Insurance reimbursement levels greatly affect use of chiropractic services
Healthcare Costs and Financing
About 7 percent of persons in the United States visit chiropractors, the
third largest group of health professionals after medical doctors and
dentists. An increasing number of health insurance plans are covering
chiropractic services. But the amount the plan reimburses a patient for
these services greatly affects their use, according to a recent study
supported in part by the Agency for Health Care Policy and Research
(HS06920).
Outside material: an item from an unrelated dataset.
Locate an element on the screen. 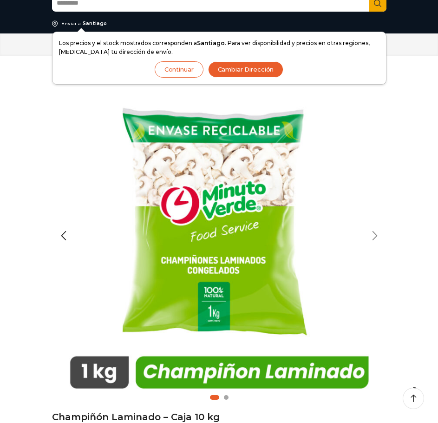 The width and height of the screenshot is (438, 423). h1: Champiñón Laminado – Caja 10 kg is located at coordinates (219, 417).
It shows that when patients have to share 25 percent or more
of the cost, they decrease their chiropractic expenses by half.
This pattern makes chiropractic care more sensitive to cost than overall
health and dental care and about as sensitive as outpatient mental
health services, concludes Paul G. Shekelle, M.D., Ph.D., of RAND, principal
investigator of the study. The researchers analyzed data from the RAND
Health Insurance Experiment, a randomized controlled trial on the
effects of cost sharing on use of health services. Families in six U.S. sites
(Dayton, OH, Seattle, WA, Fitchburg and Franklin County, MA, and
Charleston and Georgetown County, SC) were randomized to receive
fee-for-service (FFS) care that was free or required one of several
levels of cost sharing, or to receive care from a health maintenance
organization. Families were followed for 3 or 5 years, and chiropractic
use among persons in the HMO and FFS plans was compared.
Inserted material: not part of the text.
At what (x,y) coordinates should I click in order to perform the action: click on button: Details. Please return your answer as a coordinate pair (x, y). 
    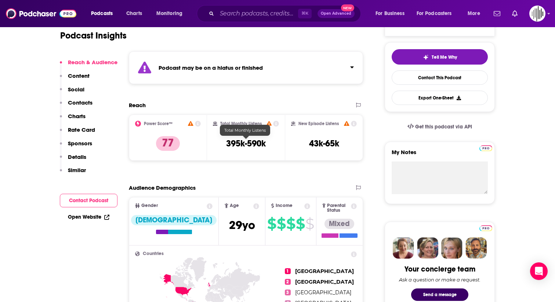
    Looking at the image, I should click on (73, 160).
In the fee-for-service plans, persons who had to pay coinsurance of 25
percent or more decreased chiropractic expenditures by about half.
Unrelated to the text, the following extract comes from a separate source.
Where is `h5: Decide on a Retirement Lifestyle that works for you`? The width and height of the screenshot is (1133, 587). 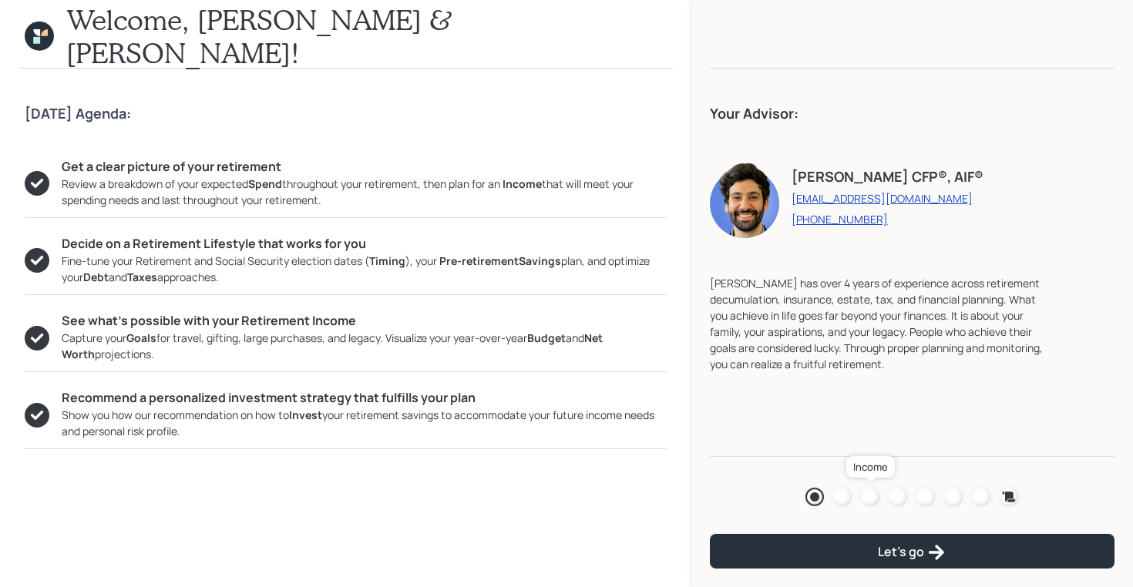
h5: Decide on a Retirement Lifestyle that works for you is located at coordinates (364, 244).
Access to free chiropractic care among HMO enrollees increased chiropractic use
nine-fold, compared with a contemporaneous sample of HMO enrollees who
faced 95 percent cost sharing for chiropractic care. Among this latter
group, access to free medical care in the HMO decreased by over 50
percent their use of chiropractic care relative to persons who faced 95
percent cost sharing for both medical and chiropractic care. This
suggests that there is a substitution of medical care for chiropractic
care, depending on price.
See "The effect of cost sharing on the use of chiropractic services," by
Dr. Shekelle, William H. Rogers, PH.D., and Joseph P. Newhouse, Ph.D.,
in Medical Care 34(9), pp. 863-872, 1996.